Just think: there is only now, this moment, this life. After you die, there is nothing. An impossible number of coincidences and circumstances—from the white-hot explosion of the Big Bang up until this moment, today, when you decide to get that coffee at the local cafe and share a joke with someone standing in line—have transpired to bring you here. Aren’t you so lucky, if that is indeed the case? An entire universe filled with chance and gas and today, you get to read a letter that warms your heart, or expeirence a grief that cracks you open, or share words with someone who lifts your spirits.
If that is indeed the reality in which we find ourselves, then what a gift that is.

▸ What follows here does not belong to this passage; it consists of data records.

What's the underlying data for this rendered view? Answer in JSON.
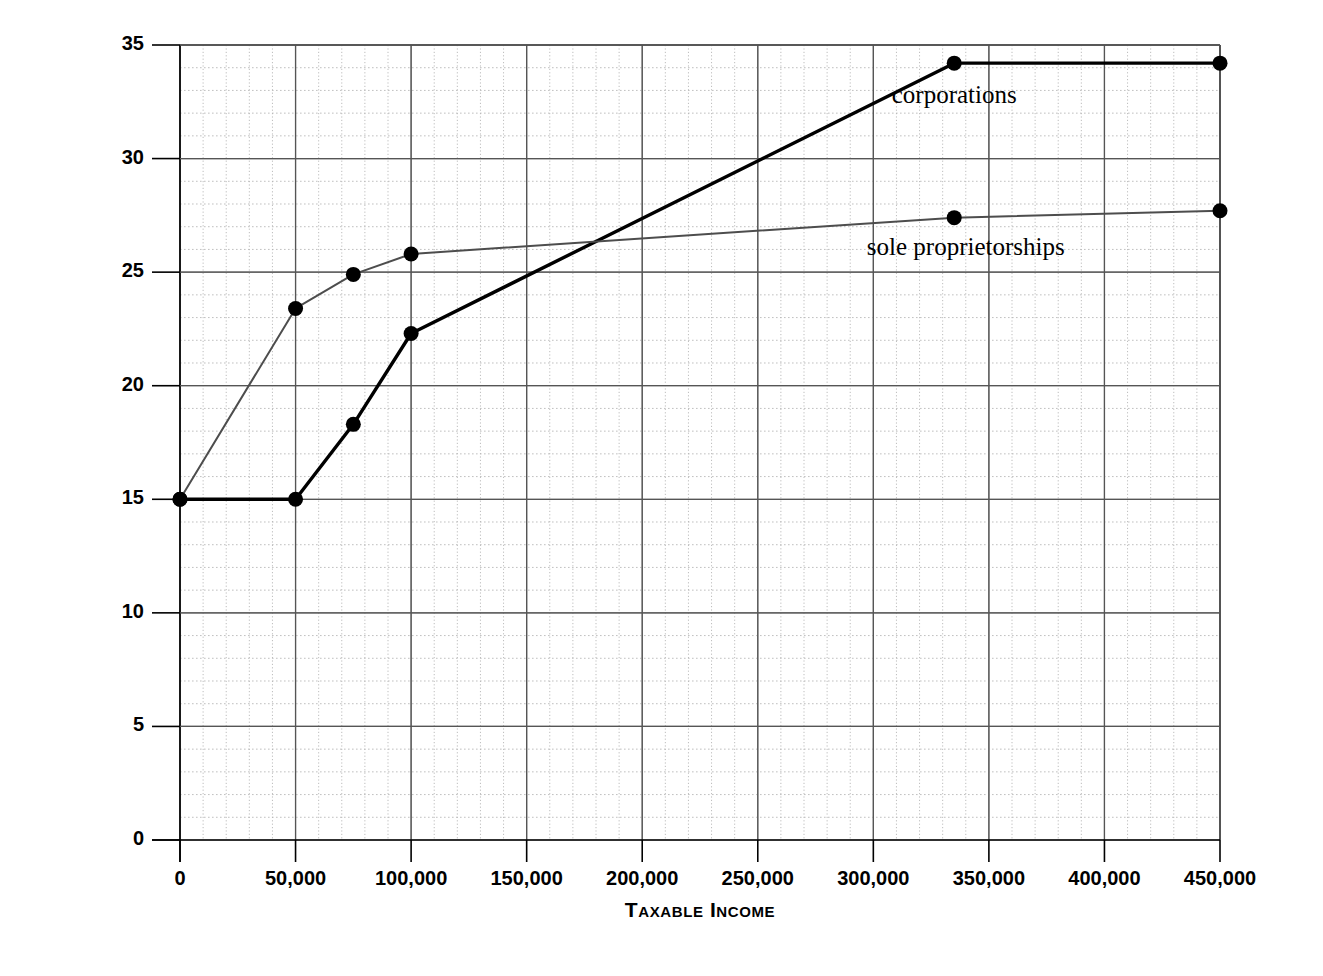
{
  "chart_data": {
    "type": "line",
    "title": "",
    "xlabel": "Taxable Income",
    "ylabel": "Marginal Tax Rate",
    "xlim": [
      0,
      450000
    ],
    "ylim": [
      0,
      35
    ],
    "grid": true,
    "x_ticks": [
      0,
      50000,
      100000,
      150000,
      200000,
      250000,
      300000,
      350000,
      400000,
      450000
    ],
    "x_tick_labels": [
      "0",
      "50,000",
      "100,000",
      "150,000",
      "200,000",
      "250,000",
      "300,000",
      "350,000",
      "400,000",
      "450,000"
    ],
    "y_ticks": [
      0,
      5,
      10,
      15,
      20,
      25,
      30,
      35
    ],
    "y_tick_labels": [
      "0",
      "5",
      "10",
      "15",
      "20",
      "25",
      "30",
      "35"
    ],
    "x_minor_step": 10000,
    "y_minor_step": 1,
    "legend_position": "inline-annotations",
    "series": [
      {
        "name": "corporations",
        "color": "#000000",
        "line_width": 3.4,
        "marker": "circle",
        "label_x": 335000,
        "label_y": 32.7,
        "points": [
          {
            "x": 0,
            "y": 15.0
          },
          {
            "x": 50000,
            "y": 15.0
          },
          {
            "x": 75000,
            "y": 18.3
          },
          {
            "x": 100000,
            "y": 22.3
          },
          {
            "x": 335000,
            "y": 34.2
          },
          {
            "x": 450000,
            "y": 34.2
          }
        ]
      },
      {
        "name": "sole proprietorships",
        "color": "#4d4d4d",
        "line_width": 2.0,
        "marker": "circle",
        "label_x": 340000,
        "label_y": 26.0,
        "points": [
          {
            "x": 0,
            "y": 15.0
          },
          {
            "x": 50000,
            "y": 23.4
          },
          {
            "x": 75000,
            "y": 24.9
          },
          {
            "x": 100000,
            "y": 25.8
          },
          {
            "x": 335000,
            "y": 27.4
          },
          {
            "x": 450000,
            "y": 27.7
          }
        ]
      }
    ]
  },
  "axes": {
    "y_title": "Marginal Tax Rate",
    "x_title": "Taxable Income"
  },
  "colors": {
    "corporations": "#000000",
    "sole_proprietorships": "#4d4d4d",
    "grid_major": "#808080",
    "grid_minor": "#b5b5b5",
    "axis": "#000000",
    "background": "#ffffff"
  }
}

I don’t think, as it happens, that we live in a universe filled only with chance and gas. I think the reality of our inter-connected nature on this planet and this solar system is much vaster, much harder to comprehend, than that. I think our lives, much like the universe, are both impossibly small and imposssibly large all at once. When I think about my life—all of the relationships and experiences and things that I have, some of them brought together by chance, others brought together through dint of luck and hard work—itself a kind of gravity bringing things into orbit—and still other things that have landed in my life simply as gifts—it feels as vast as a universe. And there are billions of lives circling around mine all at the same time. Billions of other person-universes just going about the day, laughing and crying and being sad or ecstatic or watching their dreams come true while others watch their dreams whittle down into nothing. It is all happening, right now, all at the same time.
So of course there are other planets out there in the so-called habitable zone around other stars. (Though isn’t that itself something to explore? Habitable meaning the habitable that we know and understand. But surely there are lifeforms out there in the universe that require other things to survive. We just don’t know about them yet. Isn’t that exciting? Doesn’t it make you feel comfortable and cozy to know that we are all of us so small, and yet also all a part of something much bigger?)
And of course there are lessons to be learned in the choices around things at once as small and as vast as orthopaedic surgery, or letting go of relationships, or letting go in general.
Of course that immensity of the universe around us exists right here, too, in the impossible possible glories, small and large, of the lives that we’re all living.
Sending you all a spot of wonder as we move through these grey days of January. I hope the vastness of the world we inhabit gives your soul a boost.